COSTARR: Consolidated Open Set Technique with Attenuation for Robust Recognition

Ryan Rabinowitz · Steve Cruz · Walter Scheirer · Terrance Boult


Abstract:

Handling novelty is a common challenge in visual recognition systems. Existing open-set methods rely on the familiarity hypothesis, detecting novelty by the absence of familiar features. We introduce a novel attenuation hypothesis, arguing that small weights learned during training, which attenuate features, play a dual role: they differentiate known classes but also discard information valuable for distinguishing known and unknown classes. How to effectively leverage this attenuation information to enhance open-set recognition remains unclear, so we present COSTARR, a novel approach that combines the requirement of familiar features and the lack of unfamiliar ones. We provide a probabilistic interpretation of the COSTARR score, linking it to the likelihood of correct classification and belonging in a known class. To determine the individual contributions of the pre- and post-attenuated features to COSTARR's performance, we conduct ablation studies that demonstrate both pre-attenuated deep features and the underutilized post-attenuated Hadamard product features are essential for improving open-set recognition.
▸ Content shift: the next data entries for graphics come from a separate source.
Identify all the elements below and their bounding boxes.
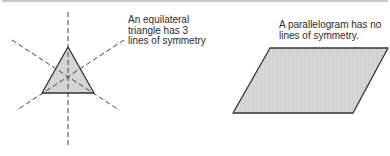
triangle-caption: An equilateral triangle has 3 lines of s… — [128, 15, 218, 47]
triangle-caption-line-3: lines of symmetry — [128, 36, 218, 47]
parallelogram — [233, 48, 388, 113]
parallelogram-caption: A parallelogram has no lines of symmetry… — [279, 20, 389, 41]
parallelogram-caption-line-1: A parallelogram has no — [279, 20, 389, 31]
parallelogram-caption-line-2: lines of symmetry. — [279, 31, 389, 42]
triangle-symmetry-lines — [12, 12, 124, 148]
clipped-text-fragments — [2, 0, 388, 2]
triangle-caption-line-1: An equilateral — [128, 15, 218, 26]
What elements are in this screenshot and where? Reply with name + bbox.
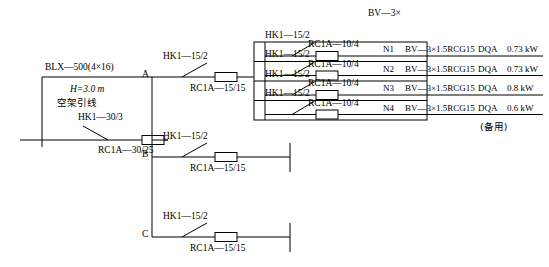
circuit-1-wiring-label: BV—3×1.5RCG15: [405, 45, 475, 54]
circuit-4-load-code-label: DQA: [478, 104, 498, 113]
branch-b-fuse-body: [215, 153, 237, 162]
main-switch-label: HK1—30/3: [78, 113, 123, 123]
single-line-diagram: BLX—500(4×16) H=3.0 m 空架引线 HK1—30/3 RC1A…: [0, 0, 549, 267]
branch-c-fuse-body: [215, 233, 237, 242]
circuit-3-load-code-label: DQA: [478, 84, 498, 93]
main-switch-blade: [83, 126, 108, 140]
branch-a-switch-label: HK1—15/2: [163, 52, 208, 62]
branch-b-switch-blade: [182, 143, 207, 157]
circuit-4-id-label: N4: [383, 104, 394, 113]
branch-a-fuse-label: RC1A—15/15: [190, 84, 245, 94]
circuit-4-switch-label: HK1—15/2: [265, 89, 310, 99]
source-overhead-label: 空架引线: [57, 98, 97, 108]
circuit-2-id-label: N2: [383, 65, 394, 74]
node-label-b: B: [142, 150, 148, 160]
circuit-3-power-label: 0.8 kW: [507, 84, 534, 93]
circuit-3-switch-label: HK1—15/2: [265, 70, 310, 80]
branch-a-switch-blade: [182, 63, 207, 77]
circuit-3-id-label: N3: [383, 84, 394, 93]
circuit-2-power-label: 0.73 kW: [507, 65, 538, 74]
circuit-2-wiring-label: BV—3×1.5RCG15: [405, 65, 475, 74]
branch-b-fuse-label: RC1A—15/15: [190, 164, 245, 174]
node-label-c: C: [142, 230, 148, 240]
branch-c-switch-label: HK1—15/2: [163, 212, 208, 222]
source-cable-label: BLX—500(4×16): [45, 63, 114, 73]
circuit-3-fuse-label: RC1A—10/4: [308, 79, 359, 89]
panel-header-label: BV—3×: [368, 9, 401, 19]
circuit-1-id-label: N1: [383, 45, 394, 54]
circuit-4-fuse-label: RC1A—10/4: [308, 99, 359, 109]
circuit-1-power-label: 0.73 kW: [507, 45, 538, 54]
branch-c-switch-blade: [182, 223, 207, 237]
circuit-1-switch-label: HK1—15/2: [265, 31, 310, 41]
circuit-2-fuse-label: RC1A—10/4: [308, 60, 359, 70]
branch-a-fuse-body: [215, 73, 237, 82]
source-height-label: H=3.0 m: [70, 85, 104, 95]
branch-b-switch-label: HK1—15/2: [163, 132, 208, 142]
circuit-2-load-code-label: DQA: [478, 65, 498, 74]
branch-c-fuse-label: RC1A—15/15: [190, 244, 245, 254]
spare-note-label: (备用): [480, 122, 507, 132]
circuit-4-wiring-label: BV—3×1.5RCG15: [405, 104, 475, 113]
circuit-2-switch-label: HK1—15/2: [265, 50, 310, 60]
circuit-3-wiring-label: BV—3×1.5RCG15: [405, 84, 475, 93]
circuit-1-fuse-label: RC1A—10/4: [308, 40, 359, 50]
circuit-4-power-label: 0.6 kW: [507, 104, 534, 113]
circuit-4-fuse-body: [316, 110, 338, 119]
node-label-a: A: [142, 70, 149, 80]
circuit-1-load-code-label: DQA: [478, 45, 498, 54]
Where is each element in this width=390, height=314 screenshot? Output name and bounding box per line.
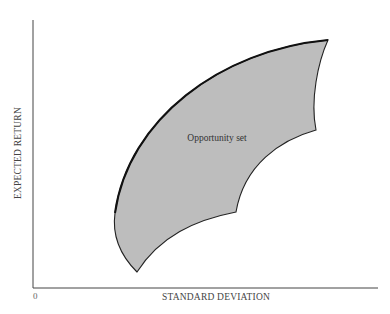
opportunity-set-label: Opportunity set — [187, 133, 246, 143]
diagram-canvas — [0, 0, 390, 314]
y-axis-label: EXPECTED RETURN — [13, 107, 23, 199]
origin-label: 0 — [33, 291, 38, 301]
x-axis-label: STANDARD DEVIATION — [162, 292, 270, 302]
opportunity-set-region — [114, 40, 328, 272]
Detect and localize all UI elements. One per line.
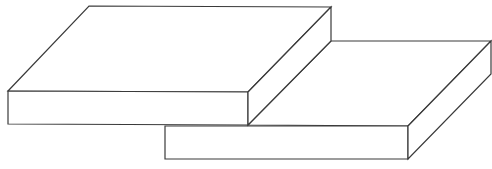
slab-upper-left-front-face	[8, 91, 248, 125]
slab-lower-right-front-face	[165, 126, 408, 159]
two-slabs-diagram	[0, 0, 492, 169]
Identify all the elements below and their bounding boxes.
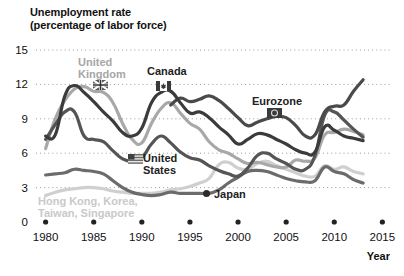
x-tick-dot-1985 bbox=[91, 219, 96, 224]
series-lines bbox=[46, 80, 364, 196]
x-tick-dot-1990 bbox=[139, 219, 144, 224]
x-tick-dot-2015 bbox=[380, 219, 385, 224]
series-label-uk-line2: Kingdom bbox=[78, 68, 126, 80]
series-label-japan: Japan bbox=[214, 188, 246, 200]
y-tick-label-15: 15 bbox=[4, 44, 28, 56]
series-label-canada: Canada bbox=[147, 65, 187, 77]
x-tick-label-1990: 1990 bbox=[119, 231, 165, 243]
x-tick-label-1985: 1985 bbox=[71, 231, 117, 243]
x-tick-dot-2000 bbox=[235, 219, 240, 224]
x-axis-tick-dots bbox=[43, 219, 385, 224]
x-tick-label-2000: 2000 bbox=[215, 231, 261, 243]
canada-flag-icon bbox=[156, 81, 171, 91]
x-tick-label-2005: 2005 bbox=[263, 231, 309, 243]
series-label-tigers-line2: Taiwan, Singapore bbox=[38, 207, 138, 219]
x-tick-dot-2005 bbox=[284, 219, 289, 224]
series-label-us-line1: United bbox=[143, 152, 177, 164]
unemployment-rate-chart: Unemployment rate (percentage of labor f… bbox=[0, 0, 404, 276]
series-label-eurozone: Eurozone bbox=[252, 95, 302, 107]
x-tick-dot-1980 bbox=[43, 219, 48, 224]
y-tick-label-0: 0 bbox=[4, 216, 28, 228]
y-tick-label-9: 9 bbox=[4, 113, 28, 125]
y-tick-label-12: 12 bbox=[4, 78, 28, 90]
x-tick-label-1995: 1995 bbox=[167, 231, 213, 243]
x-tick-label-1980: 1980 bbox=[23, 231, 69, 243]
us-flag-icon bbox=[128, 154, 143, 164]
series-label-united-states: United States bbox=[143, 152, 177, 176]
uk-flag-icon bbox=[93, 80, 108, 90]
y-tick-label-3: 3 bbox=[4, 182, 28, 194]
y-tick-label-6: 6 bbox=[4, 147, 28, 159]
x-tick-dot-1995 bbox=[187, 219, 192, 224]
series-label-united-kingdom: United Kingdom bbox=[78, 56, 126, 80]
x-axis-title: Year bbox=[367, 250, 390, 262]
eu-flag-icon bbox=[267, 108, 282, 118]
x-tick-label-2010: 2010 bbox=[311, 231, 357, 243]
series-label-uk-line1: United bbox=[78, 56, 126, 68]
japan-dot-icon bbox=[203, 190, 210, 197]
series-label-us-line2: States bbox=[143, 164, 177, 176]
series-label-asian-tigers: Hong Kong, Korea, Taiwan, Singapore bbox=[38, 195, 138, 219]
x-tick-label-2015: 2015 bbox=[359, 231, 404, 243]
series-label-tigers-line1: Hong Kong, Korea, bbox=[38, 195, 138, 207]
x-tick-dot-2010 bbox=[332, 219, 337, 224]
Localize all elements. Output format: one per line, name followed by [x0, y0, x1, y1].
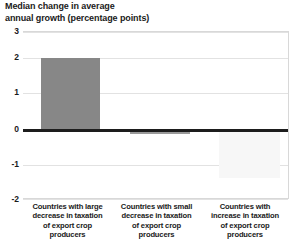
bar-increase: [219, 132, 280, 178]
chart-container: Median change in average annual growth (…: [0, 0, 296, 240]
bar-large-decrease: [41, 58, 100, 130]
y-tick-label-1: 1: [0, 88, 19, 96]
y-tick-label-3: 3: [0, 27, 19, 35]
gridline-3: [23, 32, 288, 33]
category-label-increase: Countries with increase in taxation of e…: [201, 202, 289, 240]
zero-baseline: [23, 129, 288, 132]
y-tick-label-neg1: -1: [0, 160, 19, 168]
y-tick-label-0: 0: [0, 125, 19, 133]
y-tick-label-2: 2: [0, 53, 19, 61]
plot-area: [23, 31, 289, 199]
gridline-neg2: [23, 199, 288, 200]
category-axis: Countries with large decrease in taxatio…: [23, 202, 289, 240]
chart-title: Median change in average annual growth (…: [5, 1, 285, 24]
category-label-large-decrease: Countries with large decrease in taxatio…: [23, 202, 112, 240]
y-tick-label-neg2: -2: [0, 195, 19, 203]
bar-small-decrease: [130, 132, 190, 134]
category-label-small-decrease: Countries with small decrease in taxatio…: [112, 202, 201, 240]
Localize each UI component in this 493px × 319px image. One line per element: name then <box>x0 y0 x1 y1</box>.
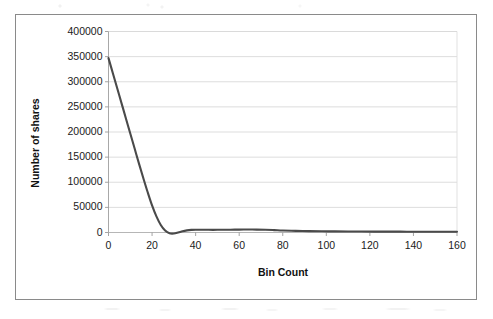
x-tick-label: 100 <box>306 240 346 251</box>
y-axis-title: Number of shares <box>26 78 44 208</box>
x-tick-label: 140 <box>393 240 433 251</box>
y-axis-title-label: Number of shares <box>29 98 41 187</box>
x-tick-label: 40 <box>176 240 216 251</box>
x-tick-label: 80 <box>263 240 303 251</box>
y-tick-label: 100000 <box>43 176 103 187</box>
y-tick-label: 300000 <box>43 76 103 87</box>
x-tick-label: 160 <box>437 240 477 251</box>
y-tick-label: 400000 <box>43 26 103 37</box>
y-tick-label: 250000 <box>43 101 103 112</box>
x-axis-title: Bin Count <box>108 266 458 278</box>
y-tick-label: 150000 <box>43 151 103 162</box>
y-tick-label: 200000 <box>43 126 103 137</box>
y-tick-label: 0 <box>43 227 103 238</box>
x-tick-label: 20 <box>132 240 172 251</box>
x-tick-label: 0 <box>89 240 129 251</box>
y-tick-label: 50000 <box>43 201 103 212</box>
x-tick-label: 60 <box>219 240 259 251</box>
x-tick-label: 120 <box>350 240 390 251</box>
y-tick-label: 350000 <box>43 51 103 62</box>
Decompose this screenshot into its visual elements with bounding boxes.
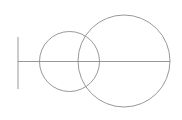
line-drawing-svg (0, 0, 182, 120)
canvas-background (0, 0, 182, 120)
figure-canvas (0, 0, 182, 120)
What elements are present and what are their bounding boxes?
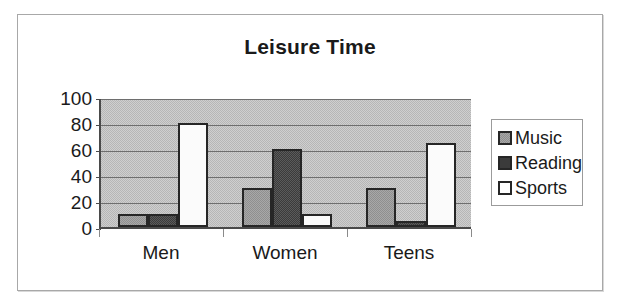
- y-tick-label-0: 0: [48, 219, 92, 238]
- bar-men-music[interactable]: [118, 214, 148, 227]
- legend-item-reading[interactable]: Reading: [498, 150, 577, 175]
- y-tick-mark-100: [96, 99, 101, 100]
- bar-women-music[interactable]: [242, 188, 272, 227]
- y-axis-tick-labels: 020406080100: [42, 99, 92, 229]
- y-tick-label-100: 100: [48, 89, 92, 108]
- legend-label-sports: Sports: [515, 179, 567, 197]
- x-axis-label-men: Men: [99, 243, 223, 262]
- bar-teens-reading[interactable]: [396, 221, 426, 228]
- y-tick-label-60: 60: [48, 141, 92, 160]
- legend-item-sports[interactable]: Sports: [498, 175, 577, 200]
- y-tick-mark-60: [96, 151, 101, 152]
- y-tick-mark-20: [96, 203, 101, 204]
- sports-swatch-icon: [498, 181, 512, 195]
- bar-teens-music[interactable]: [366, 188, 396, 227]
- x-axis-label-teens: Teens: [347, 243, 471, 262]
- category-separator-1: [223, 229, 224, 237]
- y-tick-label-40: 40: [48, 167, 92, 186]
- chart-frame: Leisure Time 020406080100 MenWomenTeens …: [17, 14, 603, 291]
- bar-men-reading[interactable]: [148, 214, 178, 227]
- x-axis-label-women: Women: [223, 243, 347, 262]
- chart-title: Leisure Time: [18, 35, 602, 59]
- y-tick-mark-40: [96, 177, 101, 178]
- legend-item-music[interactable]: Music: [498, 125, 577, 150]
- music-swatch-icon: [498, 131, 512, 145]
- reading-swatch-icon: [498, 156, 512, 170]
- legend-label-music: Music: [515, 129, 562, 147]
- category-separator-2: [347, 229, 348, 237]
- category-separator-0: [99, 229, 100, 237]
- y-tick-label-80: 80: [48, 115, 92, 134]
- gridline-80: [101, 125, 471, 126]
- y-tick-mark-80: [96, 125, 101, 126]
- legend-label-reading: Reading: [515, 154, 582, 172]
- bar-men-sports[interactable]: [178, 123, 208, 227]
- bar-teens-sports[interactable]: [426, 143, 456, 228]
- bar-women-sports[interactable]: [302, 214, 332, 227]
- chart-legend: MusicReadingSports: [491, 119, 583, 206]
- plot-area: [99, 99, 471, 229]
- bar-women-reading[interactable]: [272, 149, 302, 227]
- category-separator-3: [471, 229, 472, 237]
- y-tick-label-20: 20: [48, 193, 92, 212]
- gridline-100: [101, 99, 471, 100]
Also, to validate generalizability and efficacy across diverse architectures and datasets, we evaluate COSTARR on a large-scale setting, using ImageNet2012-1K as known data and NINCO, iNaturalist, OpenImage-O and other datasets as unknowns, across multiple modern pre-trained architectures (ViTs, ConvNeXts, and ResNet). The experiments demonstrate that COSTARR generalizes effectively across various architectures and significantly outperforms prior state-of-the-art methods by incorporating previously discarded attenuation information, thus advancing open-set recognition capabilities. Code available upon publication.